Bitcoin is the one of the fastest growing hi-tech crazes and the “cryptocurrency “ has governments running scared. Harvard is in the thick of the action has and is holding Bitcoin events up and down Cambridge. MIT has even recently announced it will give $100 in bitcoin to all its students. The Citizen spoke to Will Young who recently ran a BitCoin conference at HBS.
How well do you think tech. hubs like Harvard/Cambridge are placed to deal with a fast moving phenomenon like bitcoin?
Harvard & MIT represent a great cluster of engineering talent and there is a lot of interest in cryptocurrencies here. So we are well positioned. But like many open source projects, contributors are spread out across the world and it’s just as likely that the next big innovation comes out of Eastern Europe or Asia as it is that it comes out of Cambridge or Silicon Valley.
Does bitcoin have the ability to become a world reserve currency (like the $ or once upon a time £)
The technology is there, but we are a long way off from it becoming a practical currency at all (much less a reserve currency). There are legitimate sociopolitical barriers to adoption (like sovereign gov’ts desire to retain control of monetary policy) and economic barriers (like the question of how the bitcoin money supply is managed over time). At this point I prefer to think of it like a speculative commodity like gold.
Do you think the press hypes alternative currencies too much or too little? Are there in-built biases in the media?
The media is biased to sell papers – or at least to drive impressions to their sites’ display ads. So they are going to take advantage of every news story to hyperbolize the rise or fall of the currency. I think the media is right to have as many articles as they do on bitcoin – it’s very important – but the quality of the discussion is pretty poor. I prefer to check the daily exchange rate of bitcoin as a gut check on public sentiment.
What are your thoughts regarding the “unmasking” of Dorian/Satoshi Nakamoto by Newsweek?
The whole Newsweek thing is a kind of sideshow. It doesn’t really matter who created bitcoin. The code is open source; anybody can look at it. The mystery of its creation is empty. The really exciting stuff is the innovation happening around the technology, but that’s a harder article to write well.
There are many types of assets that investors hoard or speculate on – however it’s rare that there is no physical backing behind them – will this ultimately harm bitcoin in the long run?
It’s harming bitcoin in the short run because it’s an odd idea, but I think in the long run people will get used to it. “Digital goods” as a concept is increasingly familiar to people, and consumers are increasingly comfortable with the idea that financial assets are stored and manipulated in the cloud. Why shouldn’t there be a commodity like bitcoin that is optimized for that environment?
What are you views on other crypto currencies e.g. litecoin, dogecoin(!)
There are big network effects with currencies, so bitcoin has an advantage today, but this is early days. Any one of these currencies (or none of them) could end up being the biggest. They are fundamentally very similar.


◆ PROMPT:
Exactly the lines from the one holding "Zero in on car." to the end of the listing, both ends included, make up the expected answer.

[DATA SUPPLIED — start]

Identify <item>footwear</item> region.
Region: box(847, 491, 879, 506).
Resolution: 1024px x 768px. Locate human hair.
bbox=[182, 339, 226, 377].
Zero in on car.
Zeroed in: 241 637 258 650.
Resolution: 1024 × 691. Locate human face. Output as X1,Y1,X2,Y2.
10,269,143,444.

[DATA SUPPLIED — finish]

◆ RESULT:
Zero in on car.
Zeroed in: 241 637 258 650.
Resolution: 1024 × 691. Locate human face. Output as X1,Y1,X2,Y2.
10,269,143,444.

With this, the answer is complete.